This brief account does not set out to describe the impact the affair had on the two individuals' respective work. For anyone to demand such an account seems to me totally unreasonable: That a private passion of the heart always impacts one's intellectual work is by no means a given.
What this book shows you, regardless of the subjective tinge the author may have imposed on the characters in question, is the mystery of the workings of the heart. Ettinger sketches a portrait of a woman in love but not just any woman, but a woman of exceptional intelligence, expansive soul, and loyalty -- to her own ideals of friendship. Cloying speculations concerning the psychological causes -- childhood traumas, etc -- that may have led these two individuals to live and love the way they did are left out and the book is the more elegant and tactful for it.
To call Arendt a naif for the way she allowed herself to be "abused over and over again" would be to admit to total lack of understanding of the very nature of love. Arendt shows over and over her desire, need, psychosis -- choose your favorite term -- to forgive a man who in many ways was unforgiveable. Love does that.

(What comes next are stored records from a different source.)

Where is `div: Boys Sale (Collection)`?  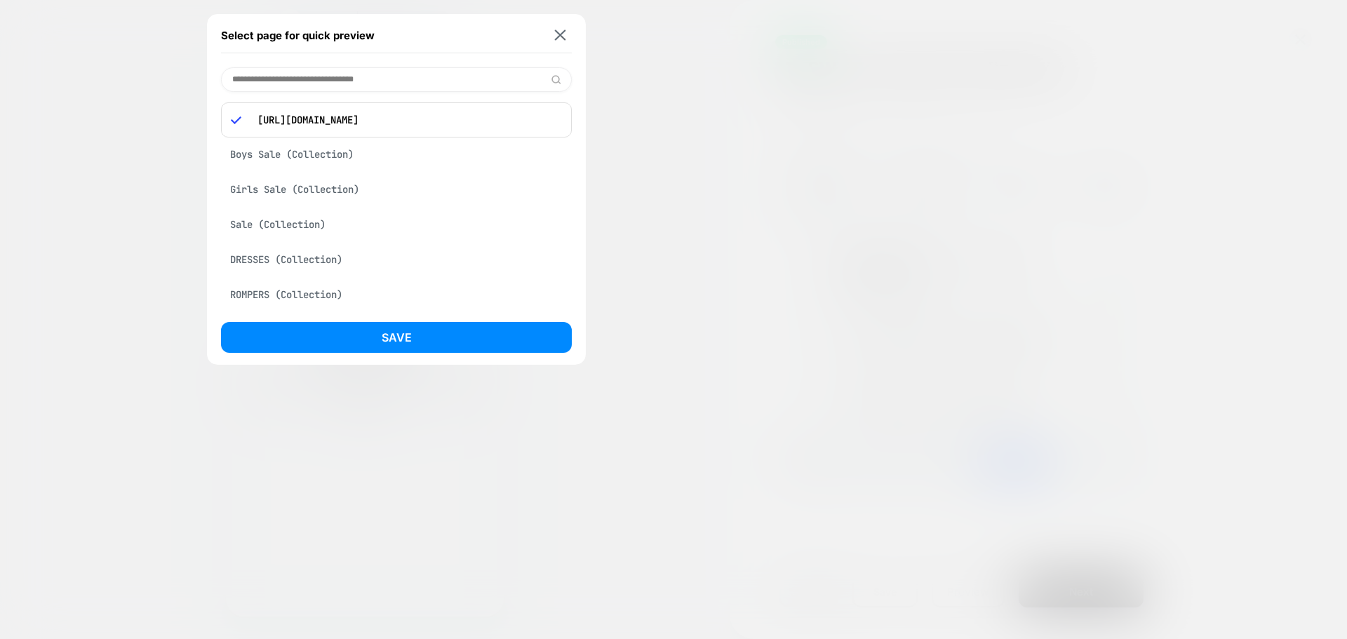
div: Boys Sale (Collection) is located at coordinates (396, 154).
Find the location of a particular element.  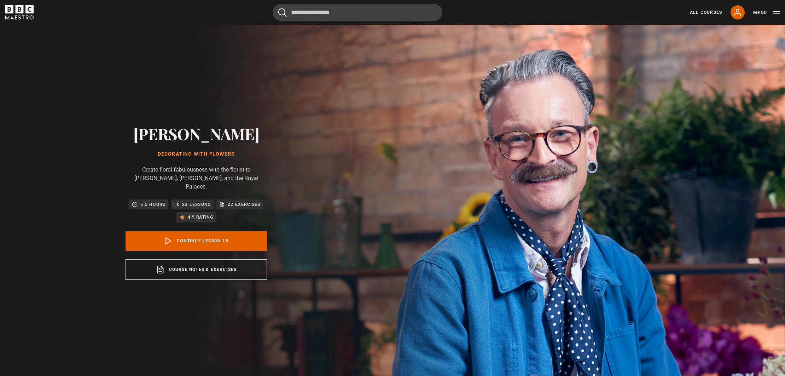

p: 23 lessons is located at coordinates (196, 204).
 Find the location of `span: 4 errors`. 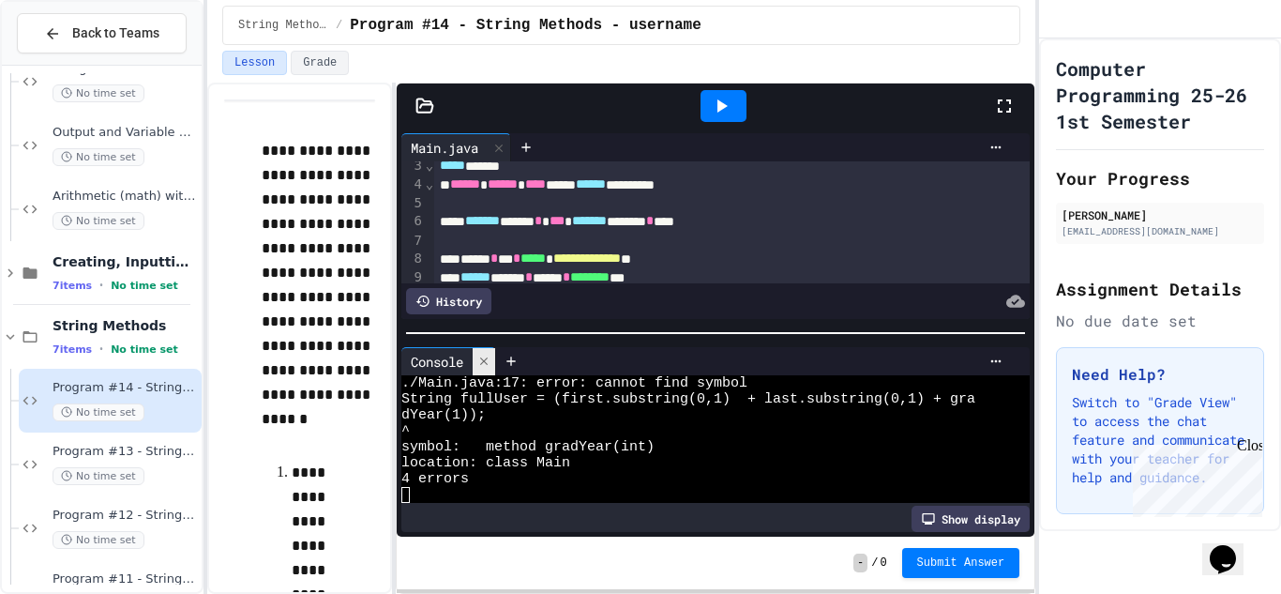

span: 4 errors is located at coordinates (435, 478).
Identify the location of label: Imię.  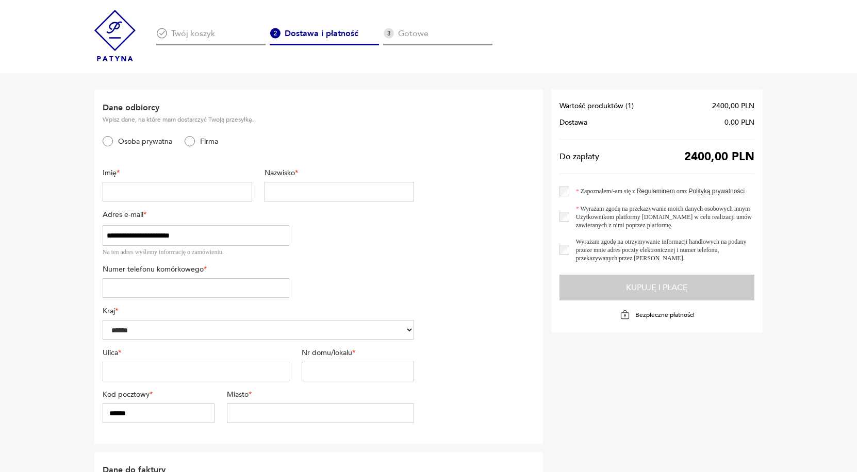
(177, 173).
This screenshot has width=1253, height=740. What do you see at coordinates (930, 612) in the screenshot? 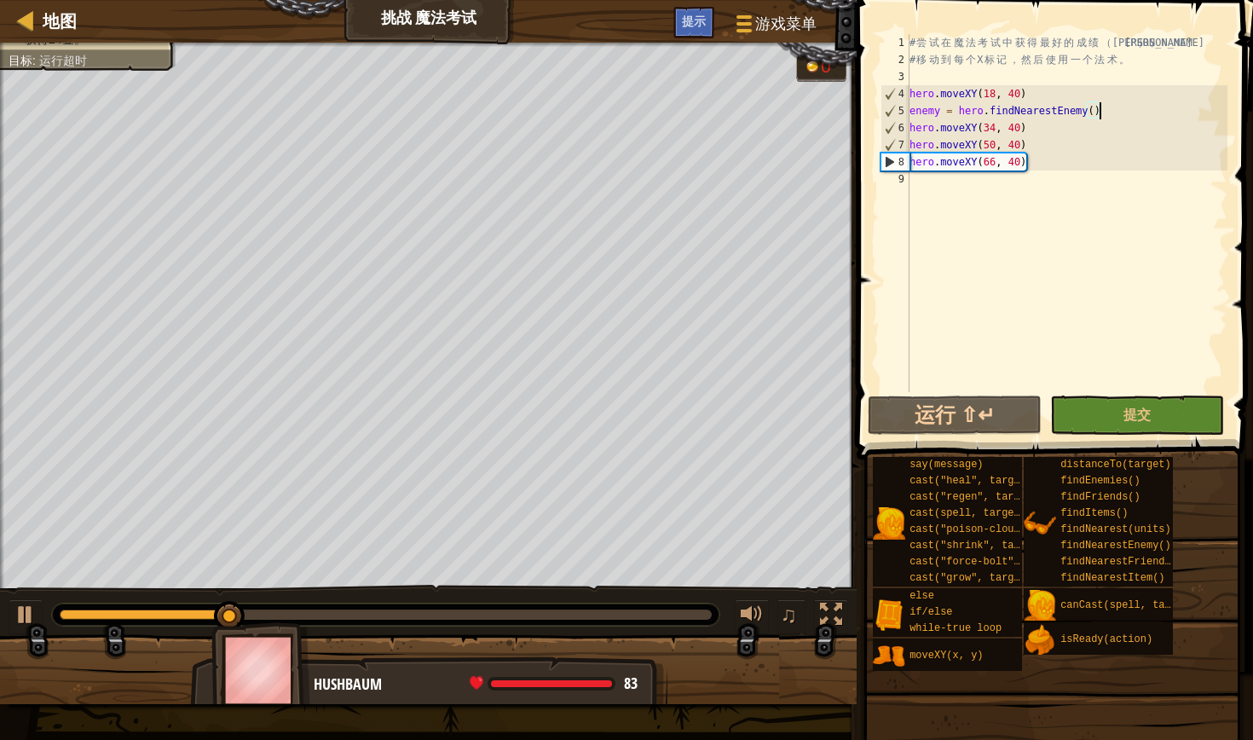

In this double portrait of two people who happened to be academic thinkers, some 50 years is rendered as if it were a day. Heidegger comes off here as a man not above the sort of pettiness and calculation you and I lapse into occasionally, while Arendt is portrayed, without forcing any evidence to this purpose, as the kind of woman who could leave behind a legacy of not only of thinking but also of loving in the grand style. Great and important as Heidegger may be in the history of western philosophy, he may, alas, very well have been one of those gnomish professors we've all come across in our lives: brilliant and thus all the more annoying when they put their intelligence and intellect in the service of self-serving calculation. This book, written in clear prose and balance, confirms the disturbing (and disappointing) fact character and thought are not always equally winged.
Forget the names of the characters involved. Read it as a document of a love that would have made a great B&W movie as well, with the late Ingrid Bergman as Arendt, and Mickey Rooney as Heidegger.